By Kemol King
United States President Donald Trump earlier this month announced a plan to bar corporations and institutional investors from buying single-family homes, in line with some sentiment that ordinary Americans should not have to compete with deep-pocketed entities that can hoard supply to turn properties into high-yield assets. Whatever one thinks of Trump, the premise is difficult to dismiss. When deep-pocketed buyers run unchecked, ordinary people can often be the first to be priced out.
Guyana today is facing a problem similar to that, shaped by its own circumstances. Since first oil in December 2019, the country has experienced years of double-digit economic growth, driven by the massive offshore investments of oil companies, alongside a broader surge in private-sector activity. Expats have arrived in growing numbers. Businesses are expanding. Demand for land, housing, and commercial space has increased. The result has been predictable. Prices for land, homes and rentals have climbed sharply, in many cases reaching levels far beyond what ordinary Guyanese can reasonably afford.

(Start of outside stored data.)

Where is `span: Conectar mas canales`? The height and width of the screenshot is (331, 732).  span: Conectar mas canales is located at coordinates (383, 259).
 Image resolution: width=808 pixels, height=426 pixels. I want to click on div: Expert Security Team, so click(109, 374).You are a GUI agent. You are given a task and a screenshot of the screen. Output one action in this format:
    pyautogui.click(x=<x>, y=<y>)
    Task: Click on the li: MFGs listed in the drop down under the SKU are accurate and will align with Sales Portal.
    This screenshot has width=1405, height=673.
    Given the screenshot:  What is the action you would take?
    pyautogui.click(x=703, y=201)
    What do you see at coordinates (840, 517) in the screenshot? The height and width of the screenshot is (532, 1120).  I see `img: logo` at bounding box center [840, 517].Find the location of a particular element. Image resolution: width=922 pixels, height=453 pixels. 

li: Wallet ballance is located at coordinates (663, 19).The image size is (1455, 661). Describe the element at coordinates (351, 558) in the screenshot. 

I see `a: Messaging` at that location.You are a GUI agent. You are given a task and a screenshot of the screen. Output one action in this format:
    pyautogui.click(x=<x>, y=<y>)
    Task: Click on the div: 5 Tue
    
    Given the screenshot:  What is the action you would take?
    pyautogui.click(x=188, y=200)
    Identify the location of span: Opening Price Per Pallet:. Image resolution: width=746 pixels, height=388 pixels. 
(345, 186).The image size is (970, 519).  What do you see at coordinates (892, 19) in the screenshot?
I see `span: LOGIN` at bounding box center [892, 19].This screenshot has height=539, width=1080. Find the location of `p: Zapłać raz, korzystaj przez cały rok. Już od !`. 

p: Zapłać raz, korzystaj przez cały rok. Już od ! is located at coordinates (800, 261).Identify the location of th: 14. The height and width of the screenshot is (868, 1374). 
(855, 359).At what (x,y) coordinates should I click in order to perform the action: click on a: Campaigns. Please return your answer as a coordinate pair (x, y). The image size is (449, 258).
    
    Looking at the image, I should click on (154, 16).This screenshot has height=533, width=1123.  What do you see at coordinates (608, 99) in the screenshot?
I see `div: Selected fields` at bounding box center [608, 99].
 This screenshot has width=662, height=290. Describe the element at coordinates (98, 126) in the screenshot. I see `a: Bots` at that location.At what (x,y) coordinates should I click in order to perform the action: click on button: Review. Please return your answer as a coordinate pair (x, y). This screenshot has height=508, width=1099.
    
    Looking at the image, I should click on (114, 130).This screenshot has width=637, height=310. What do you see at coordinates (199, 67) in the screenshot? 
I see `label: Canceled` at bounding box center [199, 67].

This pressure has landed on a housing system that was already strained. For years, the Ministry of Housing struggled with a severe backlog of tens of thousands of house-lot applications, with some applicants waiting decades for approval. When the new government took office in 2020, one of its most tangible achievements was accelerating the house-lot programme to address what it said was a backlog of over 75,000 housing applications. Oil revenues and the wider economic momentum created fiscal space for the government to invest in land development at scale, including roads, drainage, electricity, and telecommunications. This created the conditions for them to provide Guyanese with an alternative to an overheated private market by offering serviced house lots at subsidized rates they could realistically afford.
The government did not only distribute land. It also began constructing homes, ranging from low-income units to larger “young professional” houses, typically three and four bedroom designs meant to serve young Guyanese people keen on building families. These are attractive, seemingly well-built homes that help widen access to homeownership and ease social pressure created by the boom.
But there is a problem.
Increasingly, advertisements appear offering what are clearly government-built young professional homes for sale or rent at exorbitant prices. Some beneficiaries appear to be flipping these houses for quick profit. In others, they are rented out at rates that seem to defeat the entire purpose of the government’s housing programme. One realtor is currently circulating an advert on social media, offering one of the young professional homes at Little Diamond for $75 million. Under the programmes the government has spearheaded in partnership with the banks, these homes would go for a range of $14-20 million. This is a slap in the face of thousands of Guyanese who continue to wait, and some may even die, in a queue of applications as they struggle to find a foothold in a housing market distorted by Guyana’s rapid economic growth.
It speaks to a classic symptom of the Dutch Disease. When wealth floods into an economy, prices rise faster than income for many citizens, and essential needs like housing become unaffordable. The government’s housing programme is one of the policy tools actively pushing back against that dynamic. This critical social stabilizer is now being undermined by realtors and other unscrupulous beneficiaries.
When someone receives priority access to a government-built house while thousands of applicants remain in the backlog, only to resell or rent that house at inflated prices, the outcome is plainly unfair. If the beneficiary did not truly need the home, someone else almost certainly did. Renting out such a house simply shifts the burden onto another Guyanese, forcing them to pay someone else’s mortgage when they could have been the homeowner themselves.
This kind of behaviour makes Guyanese people cynical. Young people already feel disillusioned as they try to build a life in a country that promised its oil wealth would create a pathway to prosperity. Seeing state-supported homes converted into profit-making schemes reinforces the idea that the system is being gamed. It might be useful for the government to develop a system that distinguishes applicants who need, from applicants who want, as opposed to simply relying on a queue determined by the date of application.
Guyana’s oil boom has created opportunities that previous generations could not imagine. Ensuring that those opportunities translate into secure, affordable housing for ordinary citizens requires action to be taken to prevent abuses. The lawlessness must stop.
What is the government going to do about it?